» DIRECTIONS FOR THIS TASK
The job is to find each line of the records below that includes the word "will" and copy it.

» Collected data
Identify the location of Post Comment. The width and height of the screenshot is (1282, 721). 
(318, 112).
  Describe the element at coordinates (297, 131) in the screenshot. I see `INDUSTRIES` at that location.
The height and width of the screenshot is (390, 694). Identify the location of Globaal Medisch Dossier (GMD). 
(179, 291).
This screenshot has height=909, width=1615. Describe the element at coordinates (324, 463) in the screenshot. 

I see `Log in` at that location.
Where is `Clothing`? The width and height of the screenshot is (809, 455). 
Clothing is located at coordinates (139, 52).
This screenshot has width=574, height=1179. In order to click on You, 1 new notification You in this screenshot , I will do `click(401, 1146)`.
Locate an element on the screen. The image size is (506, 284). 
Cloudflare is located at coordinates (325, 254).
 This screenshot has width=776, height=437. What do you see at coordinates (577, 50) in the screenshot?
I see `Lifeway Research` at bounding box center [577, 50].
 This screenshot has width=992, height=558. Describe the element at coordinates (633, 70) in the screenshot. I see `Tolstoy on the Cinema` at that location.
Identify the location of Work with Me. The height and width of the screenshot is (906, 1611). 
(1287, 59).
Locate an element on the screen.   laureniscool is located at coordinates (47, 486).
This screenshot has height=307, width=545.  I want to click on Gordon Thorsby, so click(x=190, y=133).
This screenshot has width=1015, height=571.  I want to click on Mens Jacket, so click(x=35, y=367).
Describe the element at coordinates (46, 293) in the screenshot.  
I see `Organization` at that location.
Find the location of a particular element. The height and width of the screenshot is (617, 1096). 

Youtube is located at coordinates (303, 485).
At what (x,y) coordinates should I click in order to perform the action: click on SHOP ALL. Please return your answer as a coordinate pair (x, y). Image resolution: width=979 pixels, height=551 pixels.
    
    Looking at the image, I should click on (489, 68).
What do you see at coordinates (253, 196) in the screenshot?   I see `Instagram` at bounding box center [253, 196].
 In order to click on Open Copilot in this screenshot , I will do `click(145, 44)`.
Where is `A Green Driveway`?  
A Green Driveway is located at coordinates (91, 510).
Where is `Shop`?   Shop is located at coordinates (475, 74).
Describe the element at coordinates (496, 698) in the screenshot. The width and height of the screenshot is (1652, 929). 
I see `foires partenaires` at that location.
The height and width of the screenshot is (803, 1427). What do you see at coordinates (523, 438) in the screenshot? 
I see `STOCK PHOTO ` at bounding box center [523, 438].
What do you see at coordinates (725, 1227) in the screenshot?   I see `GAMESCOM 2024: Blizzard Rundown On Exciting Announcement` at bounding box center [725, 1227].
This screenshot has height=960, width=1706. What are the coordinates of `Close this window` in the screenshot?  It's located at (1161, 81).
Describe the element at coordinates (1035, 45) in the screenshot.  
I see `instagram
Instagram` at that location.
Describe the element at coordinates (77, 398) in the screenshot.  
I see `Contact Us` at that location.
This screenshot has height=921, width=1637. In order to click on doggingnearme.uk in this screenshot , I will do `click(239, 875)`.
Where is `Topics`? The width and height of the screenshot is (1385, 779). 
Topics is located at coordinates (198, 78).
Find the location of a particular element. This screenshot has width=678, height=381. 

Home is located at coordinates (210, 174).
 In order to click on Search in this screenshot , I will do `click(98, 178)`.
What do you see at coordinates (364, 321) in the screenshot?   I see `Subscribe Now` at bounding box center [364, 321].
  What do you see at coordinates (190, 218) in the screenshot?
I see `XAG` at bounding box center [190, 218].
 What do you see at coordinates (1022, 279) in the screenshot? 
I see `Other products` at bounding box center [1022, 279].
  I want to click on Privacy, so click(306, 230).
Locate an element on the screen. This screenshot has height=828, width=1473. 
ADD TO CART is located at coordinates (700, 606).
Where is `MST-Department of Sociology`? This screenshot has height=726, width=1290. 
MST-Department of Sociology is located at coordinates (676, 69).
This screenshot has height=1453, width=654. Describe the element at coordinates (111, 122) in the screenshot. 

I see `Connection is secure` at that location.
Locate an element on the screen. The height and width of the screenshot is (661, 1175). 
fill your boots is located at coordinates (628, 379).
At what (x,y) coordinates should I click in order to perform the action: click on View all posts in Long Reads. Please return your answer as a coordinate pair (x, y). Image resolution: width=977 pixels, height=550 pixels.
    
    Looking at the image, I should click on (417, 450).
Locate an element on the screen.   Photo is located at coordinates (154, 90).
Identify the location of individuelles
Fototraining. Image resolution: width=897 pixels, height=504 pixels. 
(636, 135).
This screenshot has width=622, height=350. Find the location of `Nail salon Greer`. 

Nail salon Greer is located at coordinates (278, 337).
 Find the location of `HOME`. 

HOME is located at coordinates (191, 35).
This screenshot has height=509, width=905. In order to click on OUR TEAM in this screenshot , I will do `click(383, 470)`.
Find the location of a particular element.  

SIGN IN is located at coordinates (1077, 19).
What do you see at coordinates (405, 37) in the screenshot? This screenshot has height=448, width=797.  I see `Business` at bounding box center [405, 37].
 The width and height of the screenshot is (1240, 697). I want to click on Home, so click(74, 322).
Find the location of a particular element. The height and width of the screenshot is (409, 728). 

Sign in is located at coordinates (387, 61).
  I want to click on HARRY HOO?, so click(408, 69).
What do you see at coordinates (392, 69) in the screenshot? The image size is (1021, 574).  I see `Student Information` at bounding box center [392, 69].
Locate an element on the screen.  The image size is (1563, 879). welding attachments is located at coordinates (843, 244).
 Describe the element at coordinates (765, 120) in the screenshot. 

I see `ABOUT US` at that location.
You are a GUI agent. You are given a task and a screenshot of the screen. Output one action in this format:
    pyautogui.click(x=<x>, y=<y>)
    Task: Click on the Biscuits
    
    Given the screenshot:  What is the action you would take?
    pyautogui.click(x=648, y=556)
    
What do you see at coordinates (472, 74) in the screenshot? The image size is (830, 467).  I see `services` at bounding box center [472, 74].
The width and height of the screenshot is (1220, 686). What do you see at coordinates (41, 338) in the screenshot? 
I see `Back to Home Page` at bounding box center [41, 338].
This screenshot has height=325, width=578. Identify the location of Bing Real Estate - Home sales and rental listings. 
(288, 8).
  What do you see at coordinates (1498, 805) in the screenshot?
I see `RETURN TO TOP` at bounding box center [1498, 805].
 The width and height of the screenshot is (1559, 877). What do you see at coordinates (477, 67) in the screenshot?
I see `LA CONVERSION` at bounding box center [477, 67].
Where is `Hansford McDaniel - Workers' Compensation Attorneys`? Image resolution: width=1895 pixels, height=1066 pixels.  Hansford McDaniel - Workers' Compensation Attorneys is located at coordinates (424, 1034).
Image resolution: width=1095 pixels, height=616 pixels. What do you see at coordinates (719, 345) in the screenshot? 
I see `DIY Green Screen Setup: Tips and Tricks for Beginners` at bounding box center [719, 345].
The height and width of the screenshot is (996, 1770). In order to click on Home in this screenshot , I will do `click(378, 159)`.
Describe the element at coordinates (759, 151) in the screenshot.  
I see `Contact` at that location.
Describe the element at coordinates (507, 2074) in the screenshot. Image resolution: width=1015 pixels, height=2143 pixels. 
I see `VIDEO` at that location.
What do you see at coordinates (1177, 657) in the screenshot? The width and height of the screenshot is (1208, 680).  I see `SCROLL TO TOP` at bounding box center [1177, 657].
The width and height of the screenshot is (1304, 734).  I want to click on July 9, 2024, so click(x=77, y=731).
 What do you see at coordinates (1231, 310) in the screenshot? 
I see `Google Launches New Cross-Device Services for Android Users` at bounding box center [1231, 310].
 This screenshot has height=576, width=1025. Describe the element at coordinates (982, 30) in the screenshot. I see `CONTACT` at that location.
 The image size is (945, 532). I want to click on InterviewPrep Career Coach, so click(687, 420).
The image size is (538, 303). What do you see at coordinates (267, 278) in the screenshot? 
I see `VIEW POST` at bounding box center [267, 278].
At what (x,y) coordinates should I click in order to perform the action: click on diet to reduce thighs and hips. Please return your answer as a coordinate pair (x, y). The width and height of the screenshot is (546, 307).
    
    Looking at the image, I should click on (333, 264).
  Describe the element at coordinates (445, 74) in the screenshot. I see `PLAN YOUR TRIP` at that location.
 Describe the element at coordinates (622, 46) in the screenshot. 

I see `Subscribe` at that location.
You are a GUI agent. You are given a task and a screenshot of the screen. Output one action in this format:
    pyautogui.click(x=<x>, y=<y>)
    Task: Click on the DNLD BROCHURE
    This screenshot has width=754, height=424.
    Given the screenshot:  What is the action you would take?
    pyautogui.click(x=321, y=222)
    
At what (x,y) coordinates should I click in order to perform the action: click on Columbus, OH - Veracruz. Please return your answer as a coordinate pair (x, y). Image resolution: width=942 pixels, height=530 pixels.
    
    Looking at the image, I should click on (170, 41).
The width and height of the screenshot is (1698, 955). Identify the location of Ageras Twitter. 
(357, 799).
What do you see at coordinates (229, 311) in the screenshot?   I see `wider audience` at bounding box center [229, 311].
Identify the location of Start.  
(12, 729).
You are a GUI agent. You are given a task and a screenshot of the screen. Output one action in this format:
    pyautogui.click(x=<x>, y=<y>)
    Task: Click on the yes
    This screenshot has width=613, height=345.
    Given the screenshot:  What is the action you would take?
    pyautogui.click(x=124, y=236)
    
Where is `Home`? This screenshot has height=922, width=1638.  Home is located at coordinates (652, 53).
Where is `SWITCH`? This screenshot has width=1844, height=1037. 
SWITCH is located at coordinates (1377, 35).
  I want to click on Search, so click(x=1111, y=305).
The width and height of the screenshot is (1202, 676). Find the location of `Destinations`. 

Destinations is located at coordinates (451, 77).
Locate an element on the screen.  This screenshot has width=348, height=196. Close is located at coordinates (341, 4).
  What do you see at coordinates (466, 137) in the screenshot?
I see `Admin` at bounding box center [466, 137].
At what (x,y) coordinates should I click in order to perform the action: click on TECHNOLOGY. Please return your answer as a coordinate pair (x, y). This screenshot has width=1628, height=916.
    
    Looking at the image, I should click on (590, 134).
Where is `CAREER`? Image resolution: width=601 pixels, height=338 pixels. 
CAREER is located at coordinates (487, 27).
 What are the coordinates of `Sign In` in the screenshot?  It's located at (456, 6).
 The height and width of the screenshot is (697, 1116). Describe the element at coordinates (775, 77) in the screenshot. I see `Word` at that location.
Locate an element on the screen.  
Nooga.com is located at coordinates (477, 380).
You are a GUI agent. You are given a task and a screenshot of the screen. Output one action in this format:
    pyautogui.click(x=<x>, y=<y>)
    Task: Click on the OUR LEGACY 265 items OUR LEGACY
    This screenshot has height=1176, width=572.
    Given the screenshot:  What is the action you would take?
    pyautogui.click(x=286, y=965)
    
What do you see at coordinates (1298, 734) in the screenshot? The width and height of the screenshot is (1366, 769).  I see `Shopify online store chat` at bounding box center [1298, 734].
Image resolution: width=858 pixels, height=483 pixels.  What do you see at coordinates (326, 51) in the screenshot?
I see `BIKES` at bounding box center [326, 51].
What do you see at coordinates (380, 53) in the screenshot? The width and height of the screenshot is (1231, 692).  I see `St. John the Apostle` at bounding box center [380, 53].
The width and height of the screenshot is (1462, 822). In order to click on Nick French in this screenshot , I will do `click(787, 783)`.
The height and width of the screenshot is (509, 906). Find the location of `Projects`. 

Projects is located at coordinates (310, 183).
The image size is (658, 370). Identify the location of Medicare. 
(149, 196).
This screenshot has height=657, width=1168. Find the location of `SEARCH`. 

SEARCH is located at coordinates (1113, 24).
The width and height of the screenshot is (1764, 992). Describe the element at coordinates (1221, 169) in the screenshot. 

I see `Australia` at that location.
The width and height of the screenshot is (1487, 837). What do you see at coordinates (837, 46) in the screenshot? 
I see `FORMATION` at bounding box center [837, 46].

» TASK RESULT
This screenshot has width=574, height=1179. In order to click on You, 1 new notification You in this screenshot , I will do `click(401, 1146)`.
 In order to click on Open Copilot in this screenshot , I will do `click(145, 44)`.
This screenshot has height=921, width=1637. In order to click on doggingnearme.uk in this screenshot , I will do `click(239, 875)`.
 In order to click on Search in this screenshot , I will do `click(98, 178)`.
This screenshot has height=509, width=905. In order to click on OUR TEAM in this screenshot , I will do `click(383, 470)`.
The height and width of the screenshot is (996, 1770). In order to click on Home in this screenshot , I will do `click(378, 159)`.
The width and height of the screenshot is (1462, 822). In order to click on Nick French in this screenshot , I will do `click(787, 783)`.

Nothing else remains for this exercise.